On the 6500k bulbs, what is the product number on the bulb (ie. F40T12/DX....etc.)? On most bulbs that you can buy from the hardware store most of them do not tell you what the CRI (color rendering index) happens to be on each bulb. I would suggest either going with grow bulbs or getting a fluorescent that has a very high CRI (anything 80+) as well as a high kelvin temp. (6500k+).
 
I've had great success using the cheapest walmart bulbs available but usually I like to mix the bulbs for a more complete spectrum
 
secretz said:
On the 6500k bulbs, what is the product number on the bulb (ie. F40T12/DX....etc.)? On most bulbs that you can buy from the hardware store most of them do not tell you what the CRI (color rendering index) happens to be on each bulb. I would suggest either going with grow bulbs or getting a fluorescent that has a very high CRI (anything 80+) as well as a high kelvin temp. (6500k+).

They are F40T12. GE daylight 40. Light output 3050 lumens, color temp 6,500K. I currently have 4 of them over about 96 plants in 4 flats. 24 per flat. Each cell is 2.5 in. wide x 3 in. long x 2.5 in. deep.
 
I have a setup that uses 4 6500k shop lights and the sprouts seem to love them. I only use the light setup for new plants and even then only for about 6 weeks until the plant is big and strong enough to go under the 400 watt MH. After about 6 weeks under the 400 MH they slowly get transitioned outside where only a few select plants are kept inside which then go into a 400 watt HPS and then again to a 1000 watt HPS when ready.
 
LGHT said:
I have a setup that uses 4 6500k shop lights and the sprouts seem to love them. I only use the light setup for new plants and even then only for about 6 weeks until the plant is big and strong enough to go under the 400 watt MH. After about 6 weeks under the 400 MH they slowly get transitioned outside where only a few select plants are kept inside which then go into a 400 watt HPS and then again to a 1000 watt HPS when ready.

Guy,

If you need to keep seedlings under that much light for 12 weeks, you need a different system! In six or no more than eight weeks, your plants ought to be ready to face the dirt!

Mike
 
My plants usually get 3+ months under floro lights and they seem to grow quite well, and quite compact for me.
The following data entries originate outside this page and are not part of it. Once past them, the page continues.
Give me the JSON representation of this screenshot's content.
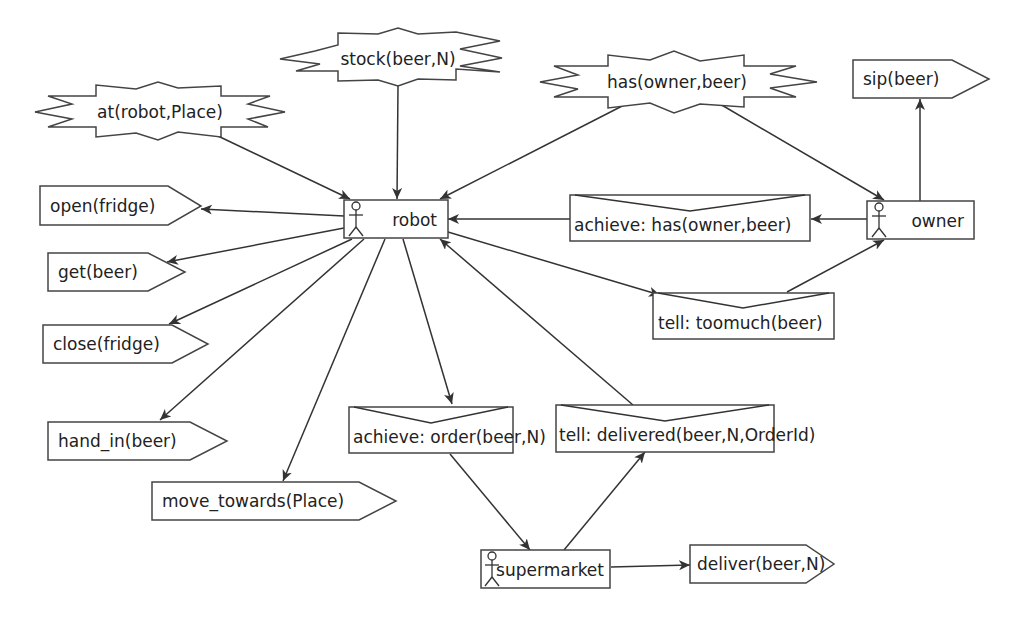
{
  "diagram": {
    "agents": [
      {
        "id": "robot",
        "label": "robot"
      },
      {
        "id": "owner",
        "label": "owner"
      },
      {
        "id": "supermarket",
        "label": "supermarket"
      }
    ],
    "percepts": [
      {
        "id": "stock",
        "label": "stock(beer,N)"
      },
      {
        "id": "at",
        "label": "at(robot,Place)"
      },
      {
        "id": "has",
        "label": "has(owner,beer)"
      }
    ],
    "actions": [
      {
        "id": "open",
        "label": "open(fridge)"
      },
      {
        "id": "get",
        "label": "get(beer)"
      },
      {
        "id": "close",
        "label": "close(fridge)"
      },
      {
        "id": "hand_in",
        "label": "hand_in(beer)"
      },
      {
        "id": "move_towards",
        "label": "move_towards(Place)"
      },
      {
        "id": "sip",
        "label": "sip(beer)"
      },
      {
        "id": "deliver",
        "label": "deliver(beer,N)"
      }
    ],
    "messages": [
      {
        "id": "achieve_has",
        "label": "achieve: has(owner,beer)"
      },
      {
        "id": "tell_toomuch",
        "label": "tell: toomuch(beer)"
      },
      {
        "id": "achieve_order",
        "label": "achieve: order(beer,N)"
      },
      {
        "id": "tell_delivered",
        "label": "tell: delivered(beer,N,OrderId)"
      }
    ],
    "edges": [
      {
        "from": "at(robot,Place)",
        "to": "robot"
      },
      {
        "from": "stock(beer,N)",
        "to": "robot"
      },
      {
        "from": "has(owner,beer)",
        "to": "robot"
      },
      {
        "from": "has(owner,beer)",
        "to": "owner"
      },
      {
        "from": "owner",
        "to": "sip(beer)"
      },
      {
        "from": "owner",
        "to": "achieve: has(owner,beer)"
      },
      {
        "from": "achieve: has(owner,beer)",
        "to": "robot"
      },
      {
        "from": "robot",
        "to": "open(fridge)"
      },
      {
        "from": "robot",
        "to": "get(beer)"
      },
      {
        "from": "robot",
        "to": "close(fridge)"
      },
      {
        "from": "robot",
        "to": "hand_in(beer)"
      },
      {
        "from": "robot",
        "to": "move_towards(Place)"
      },
      {
        "from": "robot",
        "to": "tell: toomuch(beer)"
      },
      {
        "from": "tell: toomuch(beer)",
        "to": "owner"
      },
      {
        "from": "robot",
        "to": "achieve: order(beer,N)"
      },
      {
        "from": "achieve: order(beer,N)",
        "to": "supermarket"
      },
      {
        "from": "supermarket",
        "to": "tell: delivered(beer,N,OrderId)"
      },
      {
        "from": "tell: delivered(beer,N,OrderId)",
        "to": "robot"
      },
      {
        "from": "supermarket",
        "to": "deliver(beer,N)"
      }
    ]
  }
}
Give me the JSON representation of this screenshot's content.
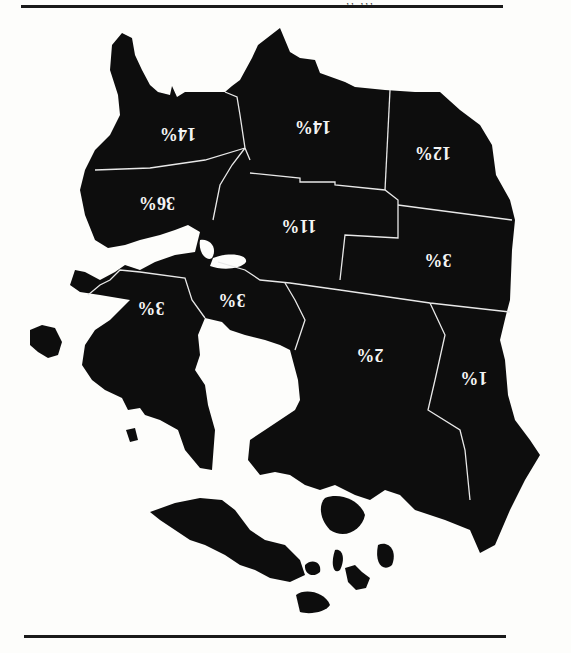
{
  "page": {
    "orientation": "rotated-180",
    "header_fragment": "' ' ' ,, ,,, ''"
  },
  "map": {
    "type": "choropleth",
    "fill_color": "#0d0d0d",
    "border_color": "#e8e8e8",
    "label_color": "#f4f4f4",
    "regions": [
      {
        "id": "northwest-peninsula",
        "label": "14%"
      },
      {
        "id": "north-central",
        "label": "14%"
      },
      {
        "id": "northeast",
        "label": "12%"
      },
      {
        "id": "west",
        "label": "36%"
      },
      {
        "id": "central",
        "label": "11%"
      },
      {
        "id": "east-central",
        "label": "3%"
      },
      {
        "id": "southwest",
        "label": "3%"
      },
      {
        "id": "south-central-west",
        "label": "3%"
      },
      {
        "id": "south",
        "label": "2%"
      },
      {
        "id": "southeast",
        "label": "1%"
      }
    ]
  }
}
I think its important to have a good reflector on your lights and mylar or flat white surface to reflect back as much light as possible and limit wasted light
 
chillilover said:
I was told 2700k don't have enough blue for good growth...........

Yes, I read somewhere that 2700k is good for blooming and that kinda thing. I think the result so far has been pretty good, not optimal but good enough. I've posted a few pictures on this forum so go take a look. Next year I'm going to get some 6500K lights.
 
chillilover said:
I was told 2700k don't have enough blue for good growth...........

2700k is the pinkest you can get on the color spectrum...the higher you get in the kelvin temperature the bluer the color. I've been told that
for the best results you should use the higher kelvins for stem and leaf growth...and lower kelvins for bud growth...or aleast that's what've been told.
 
I use GE Daylight 32 4ft watt T-8 6500k color temp, 2700 lumens , my setup has 4 of these bulbs per shelf.
I think I pay like $8.99 for 2 bulbs and they work awesome for seedlings until Im ready to pot up and move them outside.
and yes the blue part of the spectrum is better for early foliage growth and the red spectrum for blooming and fruiting. but if you plan on keeping them under the light for fruiting I would invest in a switchable MH / HPS setup and not use fluorescents for long term lighting.